Like the rest of society, the Boy Scouts have changed a great deal over the years. I got involved in scouting when my son wanted to join a couple of years ago. Religion has never been an issue. Yes, I am sure that there are still scoutmasters in the world who would make a stink about a kid if they found out he was an atheist, but I think you would have to work hard to actually find one. I tell my kid that being "reverent" means being respectful toward everyone's religious beliefs. If you can't manage that, in my opinion, you shouldn't be a boy scout or a scoutmaster.
As for sexuality, I'm pretty sure it's a "Don't ask. Don't tell." sort of policy. It's a relic of some bygone attitudes, I think. In the past, it wasn't unusual for kids to run around without clothes on at camps, and there was an idea of homosexuals getting worked into a frenzy in that situation. Now, there are usually enough mothers present in the campground that the kids will be keeping their clothes on all the time, anyway. More importantly, more people realize that it just isn't a really big problem. Gay people don't seem to react that way to the presence of naked members of the same sex. The regulations that are in place to protect kids against heterosexual pedophiles are more than enough to protect them from homosexual pedophiles as well. Most boy scout leadership is based on people who either currently have kids in scouts, or have had them in scouts in the past. In the past, that meant not many gay people participated. My guess is that as more gay people start traising children, and those children want to be boy scouts, those barriers will drop, but it will take some time.
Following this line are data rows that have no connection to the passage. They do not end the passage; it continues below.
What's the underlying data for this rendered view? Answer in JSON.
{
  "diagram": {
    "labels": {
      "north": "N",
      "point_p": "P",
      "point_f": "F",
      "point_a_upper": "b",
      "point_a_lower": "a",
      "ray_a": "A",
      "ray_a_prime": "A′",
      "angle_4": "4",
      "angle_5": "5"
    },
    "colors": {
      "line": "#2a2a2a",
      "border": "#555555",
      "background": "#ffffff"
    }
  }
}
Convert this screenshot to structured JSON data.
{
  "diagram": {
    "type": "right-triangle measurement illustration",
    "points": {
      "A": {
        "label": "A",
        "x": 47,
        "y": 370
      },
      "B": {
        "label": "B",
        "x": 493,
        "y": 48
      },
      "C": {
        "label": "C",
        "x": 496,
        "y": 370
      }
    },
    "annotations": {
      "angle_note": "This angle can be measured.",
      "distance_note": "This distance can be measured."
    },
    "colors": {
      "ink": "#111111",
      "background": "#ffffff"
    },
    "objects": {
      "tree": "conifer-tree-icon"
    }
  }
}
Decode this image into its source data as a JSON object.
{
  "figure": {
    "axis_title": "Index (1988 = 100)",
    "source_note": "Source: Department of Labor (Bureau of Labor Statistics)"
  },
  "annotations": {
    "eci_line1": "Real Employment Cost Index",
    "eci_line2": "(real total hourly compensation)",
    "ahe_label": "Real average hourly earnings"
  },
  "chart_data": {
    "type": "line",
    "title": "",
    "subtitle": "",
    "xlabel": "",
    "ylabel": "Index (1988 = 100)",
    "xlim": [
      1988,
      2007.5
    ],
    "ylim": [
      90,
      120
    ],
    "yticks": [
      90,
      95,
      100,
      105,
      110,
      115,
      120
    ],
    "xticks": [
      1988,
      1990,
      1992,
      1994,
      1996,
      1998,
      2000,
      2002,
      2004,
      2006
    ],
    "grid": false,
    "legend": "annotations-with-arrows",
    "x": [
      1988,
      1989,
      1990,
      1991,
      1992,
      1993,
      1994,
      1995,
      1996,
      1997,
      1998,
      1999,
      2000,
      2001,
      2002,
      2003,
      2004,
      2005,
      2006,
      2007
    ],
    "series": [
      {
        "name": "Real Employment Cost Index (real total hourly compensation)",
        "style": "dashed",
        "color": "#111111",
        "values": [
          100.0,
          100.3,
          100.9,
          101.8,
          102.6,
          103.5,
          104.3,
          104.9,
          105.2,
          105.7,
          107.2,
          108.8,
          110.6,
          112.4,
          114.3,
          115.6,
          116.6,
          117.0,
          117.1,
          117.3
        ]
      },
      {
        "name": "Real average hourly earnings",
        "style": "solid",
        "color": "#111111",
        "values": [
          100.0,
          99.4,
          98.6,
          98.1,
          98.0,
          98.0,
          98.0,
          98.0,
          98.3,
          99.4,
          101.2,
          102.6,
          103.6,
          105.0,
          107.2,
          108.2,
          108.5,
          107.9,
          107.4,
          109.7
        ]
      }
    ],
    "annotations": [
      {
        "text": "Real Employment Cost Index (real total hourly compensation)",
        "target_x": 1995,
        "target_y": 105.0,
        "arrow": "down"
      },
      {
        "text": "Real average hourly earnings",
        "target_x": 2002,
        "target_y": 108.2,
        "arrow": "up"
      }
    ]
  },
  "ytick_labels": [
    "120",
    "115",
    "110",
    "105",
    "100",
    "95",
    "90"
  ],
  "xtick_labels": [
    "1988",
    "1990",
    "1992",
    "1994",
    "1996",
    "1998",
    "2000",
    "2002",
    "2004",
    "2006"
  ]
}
Let's not throw the baby out with the bath, here. The Boy Scouts are an excellent, but not perfect, organization. In my experience, there is no barrier to participation based on either religion or sexual orientation, regardless of what the official rules say. (Granted, I haven't paid much attention to the sexual orientation difficulties, which I suspect are a bigger problem.) I suppose it's good to keep raising the issues, to keep pressure on that will eventually goad them into changes, but that takes time. In the meantime, there's no reason to keep your kid out of them based on those reasons, and there's no reason to try to force other kids out of the Scouts, either.